ShelLuser said:
Hm, Mir is a space station which crashed down to Earth in 2001. Makes you wonder
A bit more serious though; I think the Ubuntu project is losing it. It started with Unity which many people started to dislike, then the
desktop search tie-in with Amazon (I know 'El Reg' tends to exaggerate at times, but when many people
openly protest on Shuttleworth's blog and questions about "how to get rid of..." also score high then I think El Reg got it right).
Don't forget that (like anything) a small problem will be posted about by a heap of whiners and not necessarily by the larger majority who have zero issue at all with it.
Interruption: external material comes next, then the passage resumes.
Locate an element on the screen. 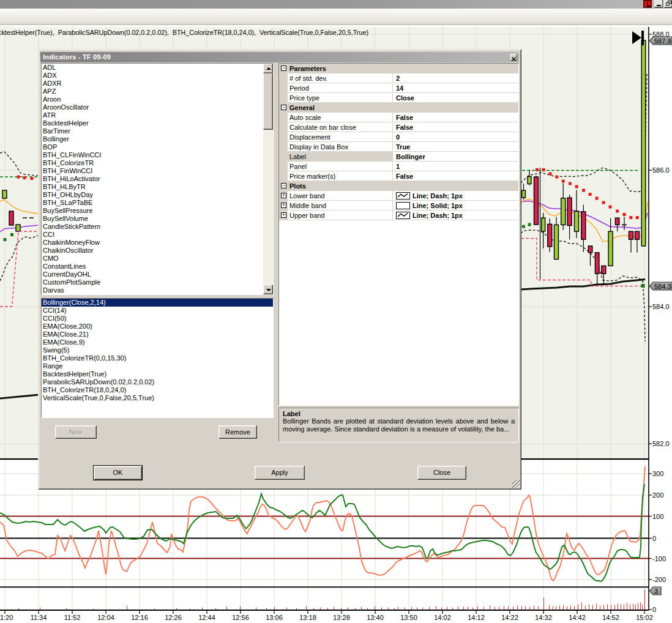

I'm sure there are plenty of people using unity without whining about it - they don't feel the need to post "Yeah, I'm running Unity and it is great!".
I understand initial versions sucked hard. I've used the latest ubuntu release and whilst there are a few quirks I don't particularly like it is as slick as any other desktop for a general end user (Yes it has spyware type features that can be disabled - but what do you think Ubuntu's business model is? Give stuff away for free forever? You WILL pay in one way or another. If not with money, then with data.).
Would I go out of my way to install it? No. But as a default, friendly UI it isn't a bad choice.
As far as popularity goes - users don't "want DRM" or "love DRM" inherently. They just want things to work out of the box. Many don't know or care about the DRM at all. So long as it works, and Ubuntu does well in that area.
The percentage of users who actually know or care about DRM at all is very, very low.
edit:
On Mir... GPL3 notwithstanding, it looks like Mir is actually something that has been sorely needed in Unix/Linux land for some time now - a low level graphics platform that only provides a low level drawing API that targets GL for other software to sit on top of. I.e., it doesn't necessarily replace Wayland, X, etc. It sits underneath them, between them and the hardware.
So for example X11, rather than having a video driver to talk directly to hardware, will just talk to a shim between it and Mir. That means most of the driver stuff can be stripped out of X11.
I'm keen to know more - hopefully if it is decent, being an
API it can be re-implemented under a different license if required.